This month, the U.S. Army War College released Can Russia Reform: Economic, Political and Military Perspectives, an anthology published by the college's Strategic Studies Institute and edited by Stephen Blank, a professor at the college. Mark Galeotti, a professor at New York University and a long-time analyst of Russia's military and security forces, contributed a chapter on reforming the Russian Army. Corruption, poor leadership, outmoded policies, and Russia's impoverishment after the collapse of the Soviet Union, Galeotti suggests, has reduced the once-mighty Russian fighting force to an ineffective mob. In 2007, President Vladimir Putin moved Anatoly Serdyukov, then the government's chief tax collector, to the Defense Ministry, with a mandate to fix the army -- a task Serdyukov's numerous predecessors had failed to accomplish. Facing monumental bureaucratic obstacles, Serdyukov's struggle to reform the service has only begun. Whether he ultimately succeeds will have implications for Russia's neighbors, the future of nuclear arms control, and the assertiveness of Putin's foreign policy.
If only as a human rights issue, the case for reforming the Russian Army is clear. For decades, conscripts -- nearly always young men whose families can't afford to pay their way out of the draft -- have suffered brutal treatment under the culture of Dedovshchina, a Lord-of-the-Flies tradition under which more senior conscripts deliver regular beatings to the newest recruits for no apparent military purpose. According to Galeotti's research, 80 percent of Russia's soldiers reported being beaten, with 33 percent requiring hospitalization or a medical discharge as a result. Another 20 percent are discharged early due to poor diet or illness from poor sanitation and improper medical care. These are not conditions that support an effective modern army. Under public pressure to scale back the burden of conscription, the enlistment term was reduced from two years to one in 2009, but the result was basic infantrymen being tactically useful for only two months before being discharged.
The punitive raid against Georgia in August 2008, although successful at intimidating Tbilisi, revealed deep flaws in the Russian Army's leadership, command and control, and soldier training, especially compared to Western and emerging Chinese standards. The Georgian skirmish encouraged Serdyukov and Chief of the General Staff Nikolai Makarov to redouble their reform program. Their reforms have a striking resemblance to changes instituted in the West over the past several decades. They include the eventual end of conscription, an all-volunteer army with soldiers employed on long contracts, a professional non-commissioned officer corps, and a nearly 60 percent reduction in the bloated ranks of commissioned officers. Operationally, the army is downshifting from ponderous, inflexible divisions to smaller and more nimble brigades as the basic combat unit -- a shift the U.S. Army made about seven years ago. As U.S. planners have discovered, brigades are easier to deploy and support and give field commanders more options and flexibility. In order to further emphasize the concept of combat-ready quality in place of untrained and ill-equipped quantity, some in the Defense Ministry want to reduce the size of the army over the next ten years from a million soldiers to less than 500,000, which would roughly match the size of the U.S. Army.
In order to push through these reforms, Serdyukov and Makarov have had to go to war against deeply entrenched interests and traditions. Using a murder mystery's template of motive, opportunity, and means, Galeotti considered whether Kremlin leaders have the will and incentives to reform the army, whether they will have the resources, and whether they can overcome the institutional barriers that have stymied past reform efforts.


* **Your instructions**
Starting at the line that contains "Find the location of *tree*.", output each line exactly as written through the end of the listing below, but leave out the pictures.

* **Information provided**
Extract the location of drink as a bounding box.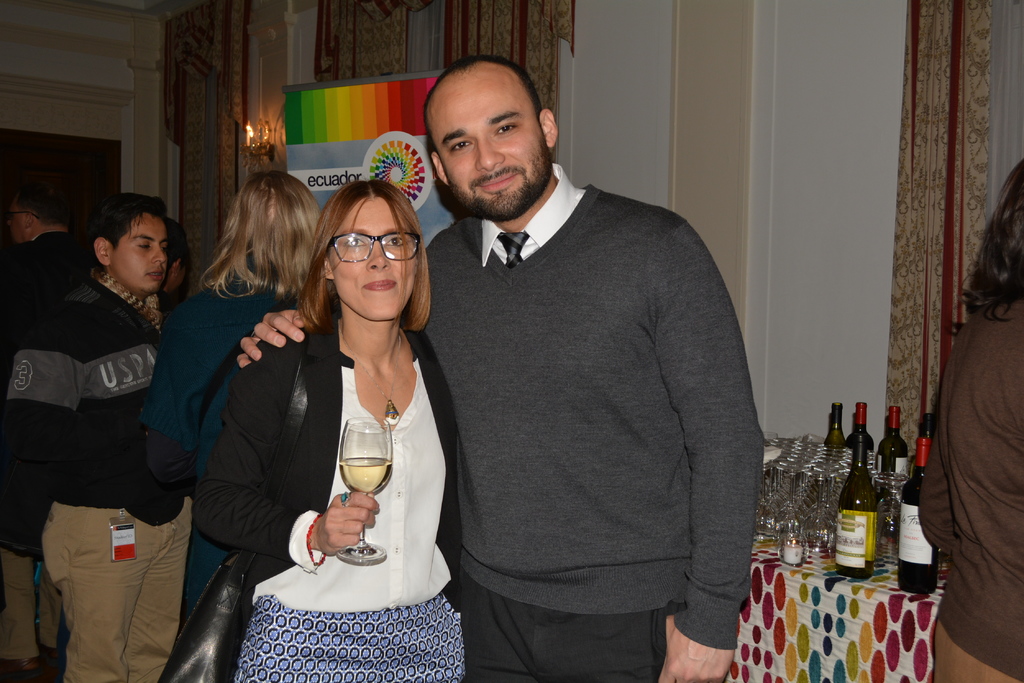
locate(901, 424, 932, 597).
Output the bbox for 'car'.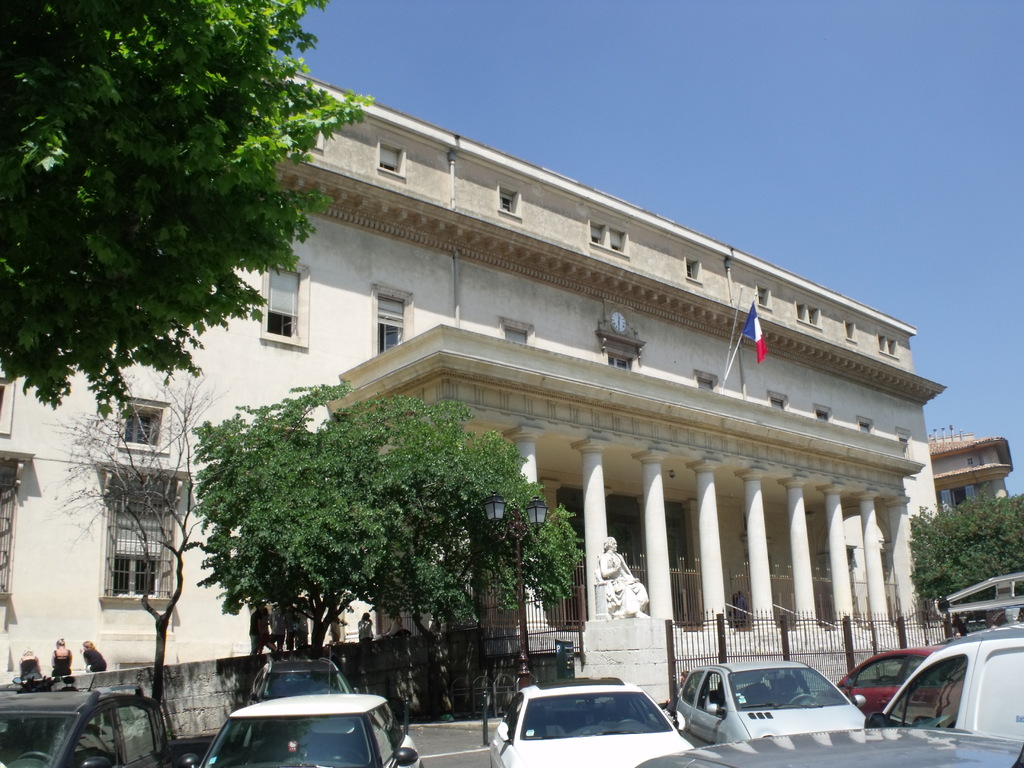
(238,648,349,707).
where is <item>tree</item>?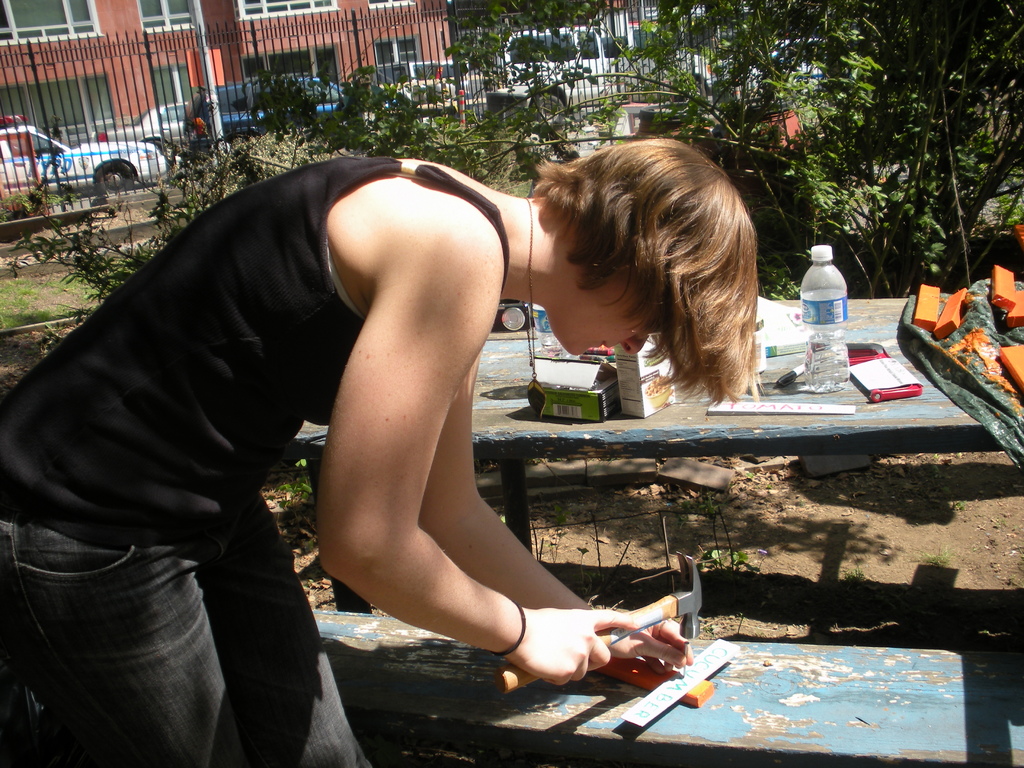
[438, 0, 1023, 276].
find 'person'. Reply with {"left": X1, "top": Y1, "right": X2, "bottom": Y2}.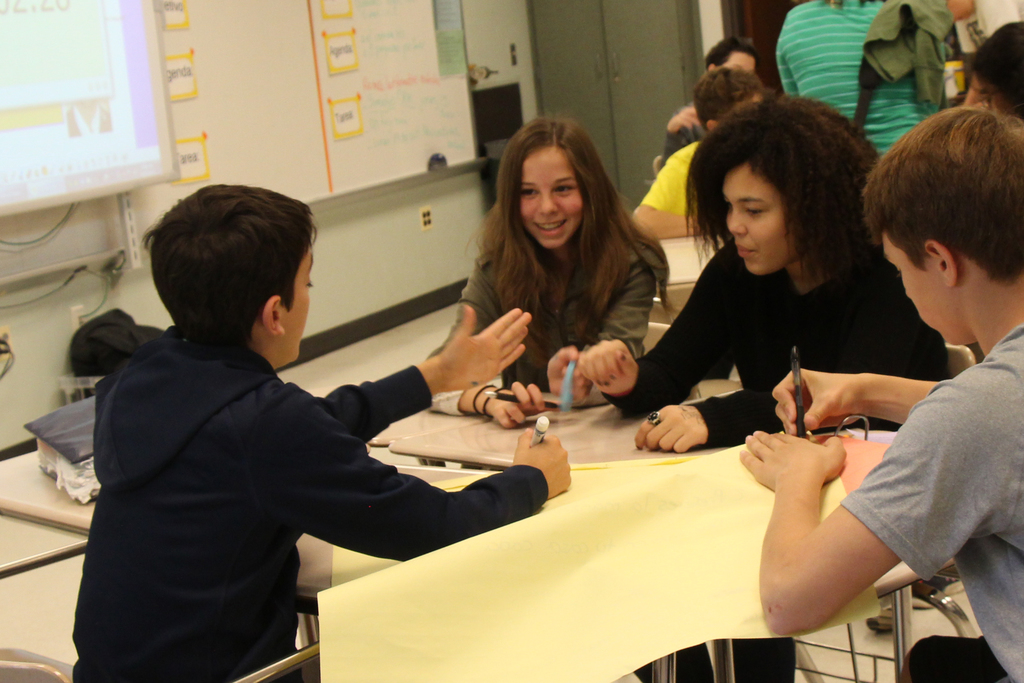
{"left": 657, "top": 35, "right": 760, "bottom": 163}.
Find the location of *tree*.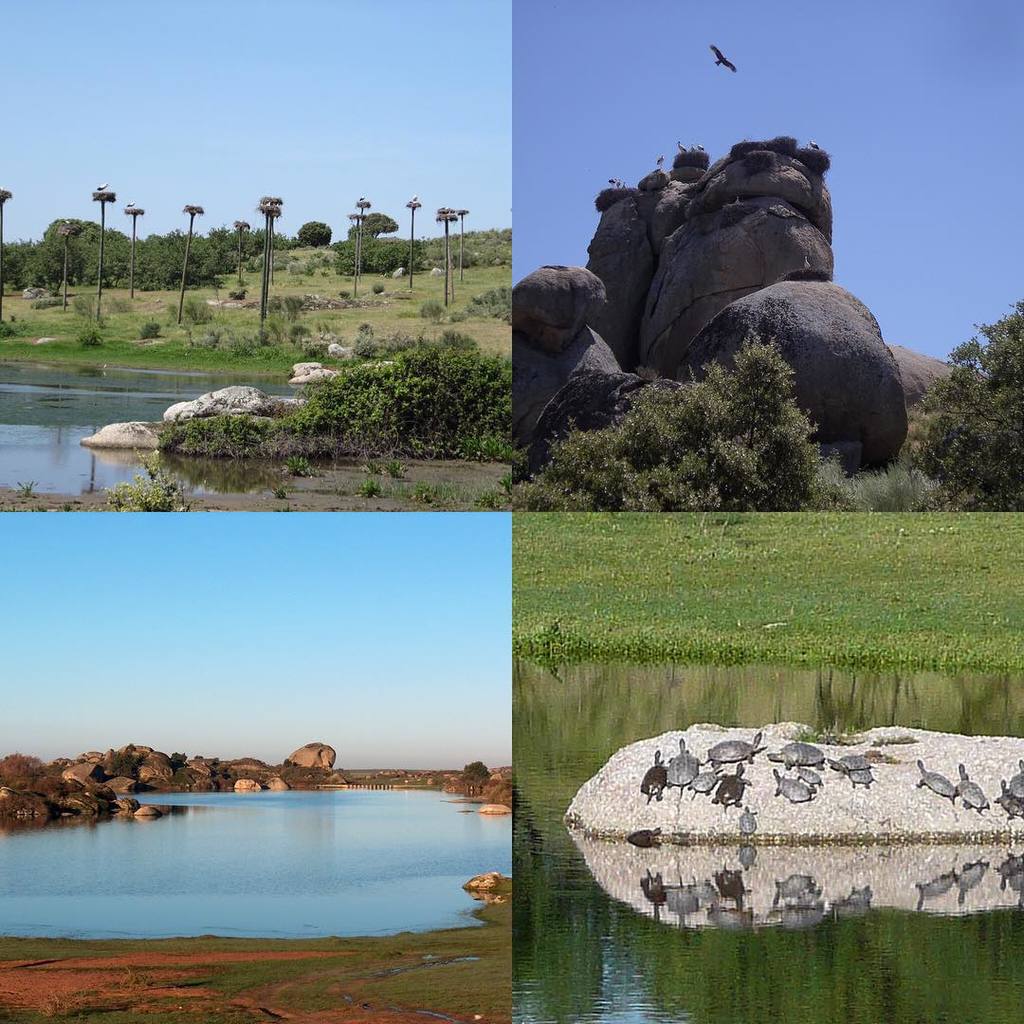
Location: crop(295, 218, 338, 247).
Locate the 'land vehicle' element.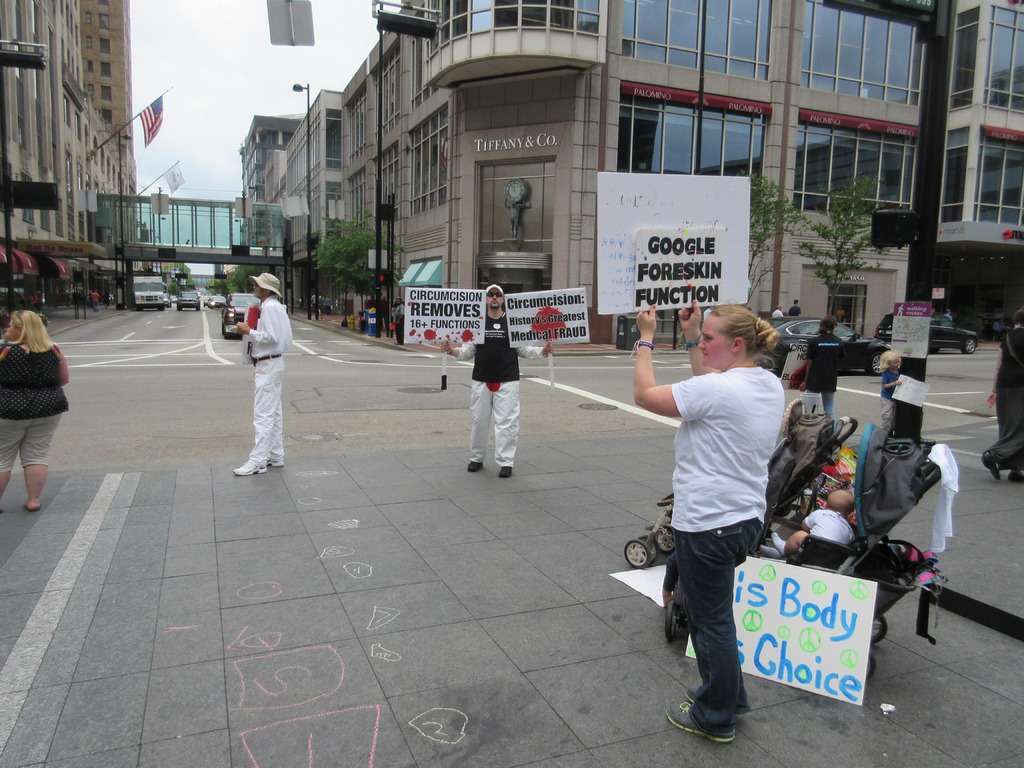
Element bbox: detection(755, 321, 892, 379).
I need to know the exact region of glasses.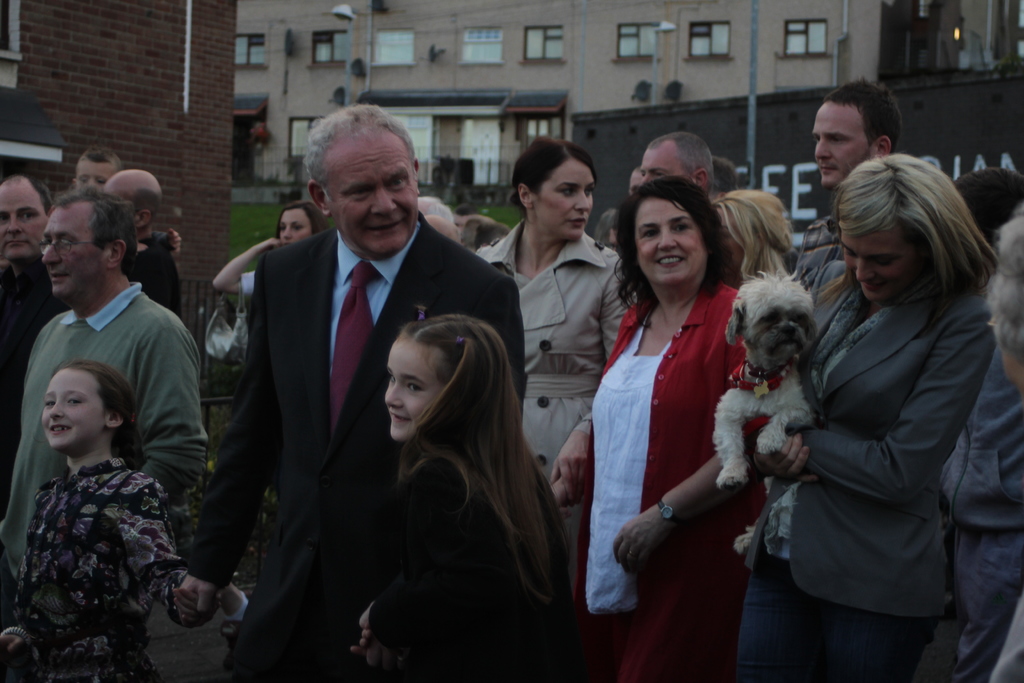
Region: left=37, top=235, right=103, bottom=254.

* **Task solution**
Find the location of *tree*.
Location: crop(295, 218, 338, 247).
Locate the 'land vehicle' element.
Element bbox: detection(755, 321, 892, 379).
I need to know the exact region of glasses.
Region: left=37, top=235, right=103, bottom=254.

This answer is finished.